Developing a CLI Tool to Evaluate Code Cognitive Complexity with LLMs(AI)
A while ago, a friend and I were discussing code cognitive complexity and maintainability. A friend of mine wished to have a tool to automatically evaluate whether a piece of code is hard to maintain. I wasn’t sure this was even possible — maintainability is notoriously hard to quantify programmatically. But LLMs can understand and generate human-like text or even code, and I wondered if that same capability could be applied to interpreting and evaluating code quality, going beyond what traditional static analysis tools can do. That thought led to the tool I eventually built. It’s now available on PyPi, and I believe it could be a valuable addition to any CI pipeline. In a previous post, I shared some early thoughts on maintainability and cognitive complexity of code that emerged while working on this tool. In this post, I’d like to go deeper and walk through the development process, using my CLI tool as a case study for building an LLM-based application.

A while ago, a friend and I were discussing code cognitive complexity and maintainability. A friend of mine wished to have a tool to automatically evaluate whether a piece of code is hard to maintain. I wasn’t sure this was even possible — maintainability is notoriously hard to quantify programmatically.
But LLMs can understand and generate human-like text or even code, and I wondered if that same capability could be applied to interpreting and evaluating code quality, going beyond what traditional static analysis tools can do.
That thought led to the tool I eventually built. It’s now available on PyPi, and I believe it could be a valuable addition to any CI pipeline.
In a previous post, I shared some early thoughts on maintainability and cognitive complexity of code that emerged while working on this tool. In this post, I’d like to go deeper and walk through the development process, using my CLI tool as a case study for building an LLM-based application.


**Prompt:**
Please copy out the lines in the entries that contain "only".
===== Information given
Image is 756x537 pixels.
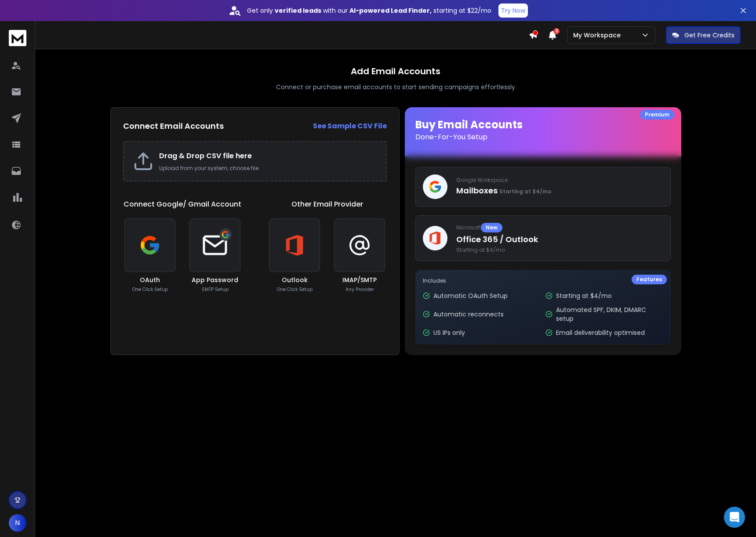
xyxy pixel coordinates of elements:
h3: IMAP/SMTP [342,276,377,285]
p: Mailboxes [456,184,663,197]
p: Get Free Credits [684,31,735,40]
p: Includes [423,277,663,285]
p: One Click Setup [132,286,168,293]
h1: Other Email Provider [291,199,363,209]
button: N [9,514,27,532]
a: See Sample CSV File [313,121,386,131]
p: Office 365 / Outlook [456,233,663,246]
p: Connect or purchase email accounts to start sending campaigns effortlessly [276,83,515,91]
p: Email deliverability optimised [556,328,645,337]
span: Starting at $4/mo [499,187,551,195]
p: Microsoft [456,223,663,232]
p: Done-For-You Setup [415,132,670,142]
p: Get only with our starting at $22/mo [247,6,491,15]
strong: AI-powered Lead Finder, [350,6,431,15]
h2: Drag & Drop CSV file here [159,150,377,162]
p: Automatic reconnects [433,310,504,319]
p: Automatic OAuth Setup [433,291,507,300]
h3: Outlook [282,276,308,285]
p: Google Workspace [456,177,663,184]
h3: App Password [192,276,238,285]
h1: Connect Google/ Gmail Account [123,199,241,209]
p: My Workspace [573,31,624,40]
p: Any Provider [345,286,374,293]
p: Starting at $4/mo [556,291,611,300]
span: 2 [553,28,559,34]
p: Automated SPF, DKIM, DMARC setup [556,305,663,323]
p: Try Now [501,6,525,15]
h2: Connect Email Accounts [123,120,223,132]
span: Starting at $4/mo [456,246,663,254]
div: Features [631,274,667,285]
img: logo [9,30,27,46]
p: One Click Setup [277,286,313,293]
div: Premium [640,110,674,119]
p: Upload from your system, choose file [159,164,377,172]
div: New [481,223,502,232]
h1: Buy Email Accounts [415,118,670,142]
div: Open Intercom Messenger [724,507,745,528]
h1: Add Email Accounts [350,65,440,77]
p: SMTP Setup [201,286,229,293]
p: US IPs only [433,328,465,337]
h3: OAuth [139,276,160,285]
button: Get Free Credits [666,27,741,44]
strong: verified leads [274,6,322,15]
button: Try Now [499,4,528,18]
==========
**Exercise answer:**
p: Get only with our starting at $22/mo [247,6,491,15]
p: US IPs only [433,328,465,337]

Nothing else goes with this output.